On Pitt's return to power in May 1804 he was rewarded with the agency for Ceylon.4 When Long went to Ireland as chief secretary in September 1805, Courtenay accompanied him as private secretary, but Pitt's death and the consequent change of ministry seemed to cloud his future prospects. Adams advised him to leave the bargaining to Long: the agency would probably have to given up, but the Stationery Office was safe and 'as to the possibility of your having any office under the new government, or of being entangled against your will in new connections, I do not conceive that anything of the kind will be done as you know nothing of Lord Grenville yourself'. For his own part Courtenay professed to 'prefer the smallest independency now to the largest income dependent upon any now existing minister'. He surrendered the agency, but Long was able to obtain for him a post at the Land Tax Register Office, which brought £400 a year and a house in Lincoln's Inn Fields. On the formation of the Portland ministry. Long took him to the Pay Office as his deputy, with a salary of £500.5

For all this Courtenay, who attacked the government's dealings with America in a series of letters to the Sun under the pseudonym of 'Decius' between November 1807 and January 1808, and later in 1808 published Additional observations on the American treaty, remained dissatisfied and was constantly trying to improve his position. Long, who later claimed that Courtenay had 'had the modesty' to ask him either to allow him to treat the deputy paymastership as a sinecure, or to make it permanent and lucrative, refused to abet these manoeuvres: 'though it is very true', he reflected, 'that he has shown himself a warm partisan of Mr Pitt and his friends, yet he has been most amply rewarded for it'. While Courtenay remained nominally in possession of the cashiership until 1813 he evidently bartered it in some fashion to a protégé of Lord Lonsdale in about 1807. He was presumably compensated (Long said in 1810 that he received £600 a year from the Treasury in addition to his salaries), but in July 1810 he failed in his attempt to use the transaction as a means of putting pressure on Lonsdale to 'obtain for me a small appointment not depending upon political changes': he had in mind, Long thought, the paymastership of Exchequer bills.6

Courtenay did not give up easily and in the summer of 1811 Perceval offered him 'an efficient and difficult place', apparently in Ireland, which Adams counselled him not to take 'with no more than £500 a year'. He had already been earmarked by Adam's father to succeed him as Member for Totnes on the family interest at the next general election and his brother-in-law urged him to inform Perceval, 'as such a knowledge might possibly forward your present views'.7 In the event Adams senior died in harness, 21 Sept. 1811, and Courtenay, having of necessity resigned his deputy paymastership, was returned unopposed the following month. He retained the seat after a contest in 1812 and was undisturbed in 1818.
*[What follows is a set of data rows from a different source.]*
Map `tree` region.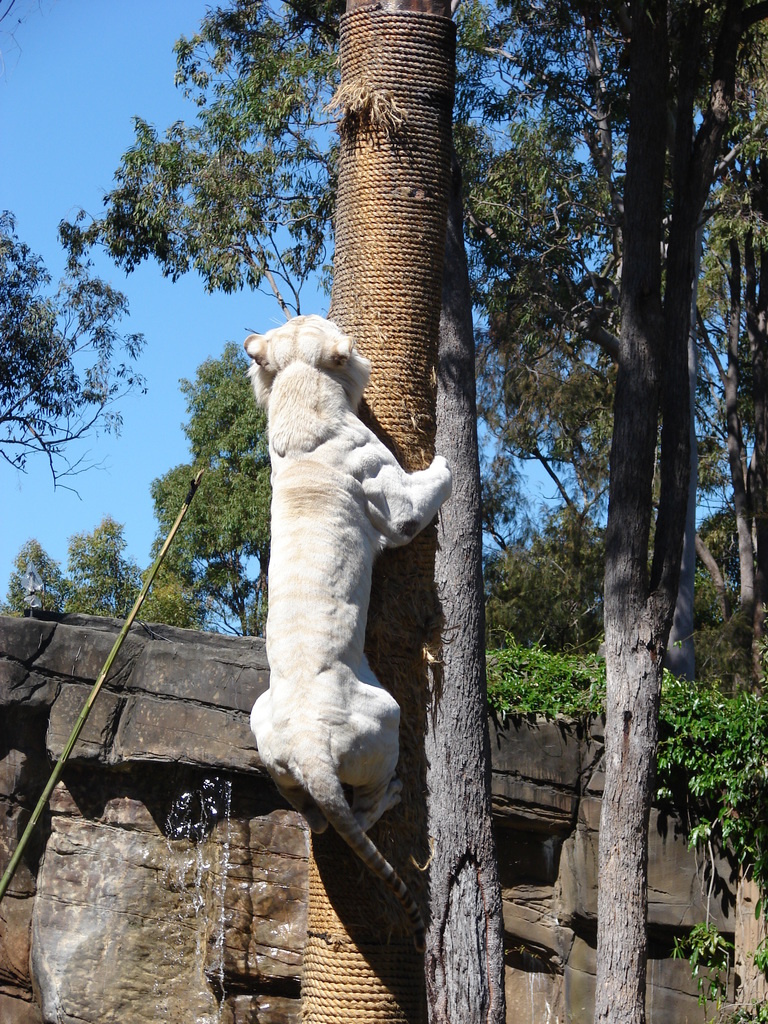
Mapped to (69,0,767,460).
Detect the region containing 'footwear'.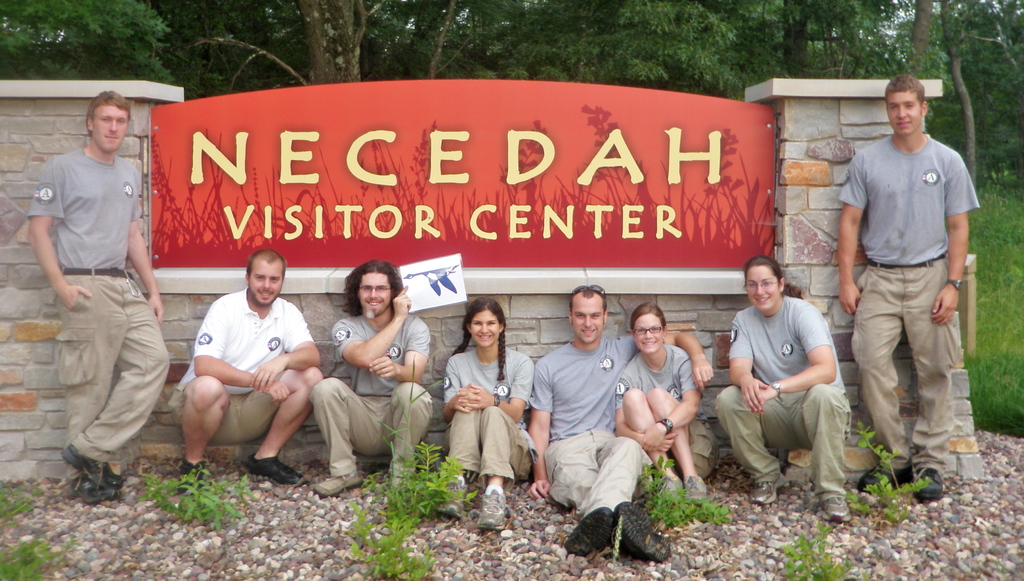
<box>749,471,785,504</box>.
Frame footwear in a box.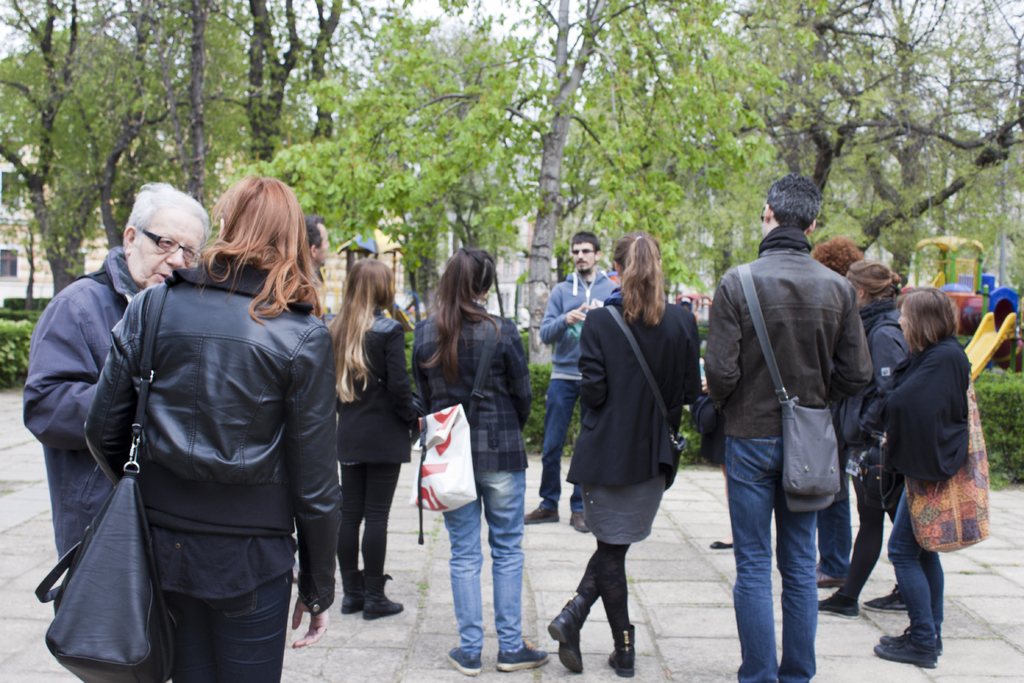
left=524, top=498, right=564, bottom=525.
A staunch ministerialist from the outset, he made his maiden speech in defence of the droits of Admiralty, 21 Jan. 1812, protesting against 'the principle of having a mere stipendiary King', but according to Brougham, the author of the critical motion, he 'broke down' in the course of his speech.8 He voted against attacks on sinecures, 7, 21, 24 Feb. and 4 May 1812, when he condemned the sinecure offices bill as a departure from the true tradition of economical reform established by Pitt and Burke, and was in the ministerial minority who divided against Stuart  Wortley's call for a stronger administration, 21 May. He opposed a civil list inquiry, 10 Feb., supported the bill imposing capital punishment for frame breaking, 18 Feb., though he claimed to sympathize with Romilly's attempts to ameliorate the criminal laws, and spoke in support of the princesses' annuity bill, 17 Apr. 1812.
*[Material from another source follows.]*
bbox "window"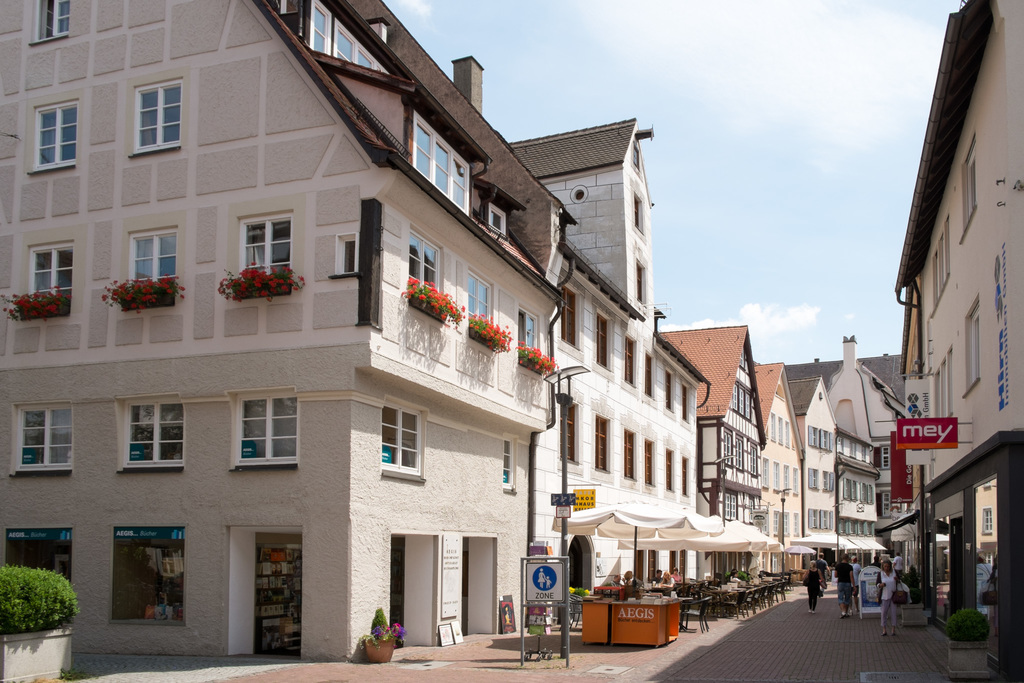
l=634, t=263, r=646, b=309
On Liverpool's confirmation in power he made an unsuccessful bid for the treasureship of the Ordnance, but in August 1812 he was appointed secretary of the Board of Control with a salary of £1,500, which by the 1820s had risen to £2,200 with a retirement annuity of £1,000. Shortly afterwards he arranged with Robert Willimott an exchange of his land tax post for the agency of the Cape, officially worth £600 a year but estimated to bring in £4,000 in practice. On 26 Sept. 1813, considering himself 'the fittest man in the party for the receipt of £4,000 per annum', he staked a claim to the secretaryship of the Treasury currently held by the ailing Richard Wharton, but he did not obtain it when it fell vacant.9

As an official man, Courtenay was an utterly reliable supporter of the Liverpool government for the rest of the period, though he voted steadfastly in favour of Catholic relief and in 1816, expressing doubts as to whether he could work under Canning at the Board of Control, claimed to be attached to Castlereagh 'personally rather than to the adminstration in general'.10 His few recorded speeches after 1812 were mainly on Indian business, but he made a point of opposing inquiry into the civil list, 27 May 1813 and 8 May 1815, refuted allegations that his secretaryship was a sinecure, 7 May, and replied to criticism of the state of the revenue, 31 May 1816. He sat on the committee of inquiry into the Poor Laws in 1817 and the following year published two pamphlets advocating their reform on the twin principles of encouraging the frugal and limiting relief to the idle. His bill of May 1818 for the encouragement of Friendly Societies was killed by the dissolution, but on 25 Mar. 1819 he obtained leave to introduce a similar measure together with a bill for the establishment of parochial benefit societies. They were subsequently combined into one measure, which reached the statute book on 12 July 1819.

Courtenay, described by Lord Ellenborough in 1829 as 'a man of undignified manners and appearance' but 'certainly a clever man', was an efficient if rather officious secretary to the Board of Control, where he provided an element of stability during his long tenure of the post. Liverpool had Canning's authority for asserting in 1820 that 'no office ever had an individual more completely conversant with every detail belonging to it'.11

He was drowned while bathing at Torquay, 8 July 1841.

Ref Volumes: 1790-1820

Author: David R. Fisher

Notes

  • 1. Lonsdale mss, Long to Lonsdale, 27 Jan. [1815].
  • 2. PRO, Dacres Adams mss 11/1, 3.
  • 3. Ibid. 11/4; Rose Diaries, ii. 56, 63.
  • 4. Add. 38737, f. 37.
  • 5. Dacres Adams mss 11/27, 28; Lonsdale mss, Long to Lonsdale, 9 Oct. [1807].
  • 6. Lonsdale mss, Long to Lonsdale, 7, 9 Oct. [1807], 17 [1809], 3 Aug., Courtenay to Lonsdale, 5 July 1810.
  • 7. Dacres Adams mss 11/38, 39.
  • 8. Creevey mss, Brougham to Creevey [22 Jan. 1812].
  • 9. Add. 38248, ff. 16, 216, 227; Dacres Adams mss 11/40; Black Bk. (1823), 148; Herries mss, Add. 57415.
  • 10. Northumb. RO, Wallace (Belsay) mss S76/17/29.
  • 11. Ellenborough Diary, i. 390-1; C. H. Philips, E.I. Co. 214, 245; Add. 38288, f. 386.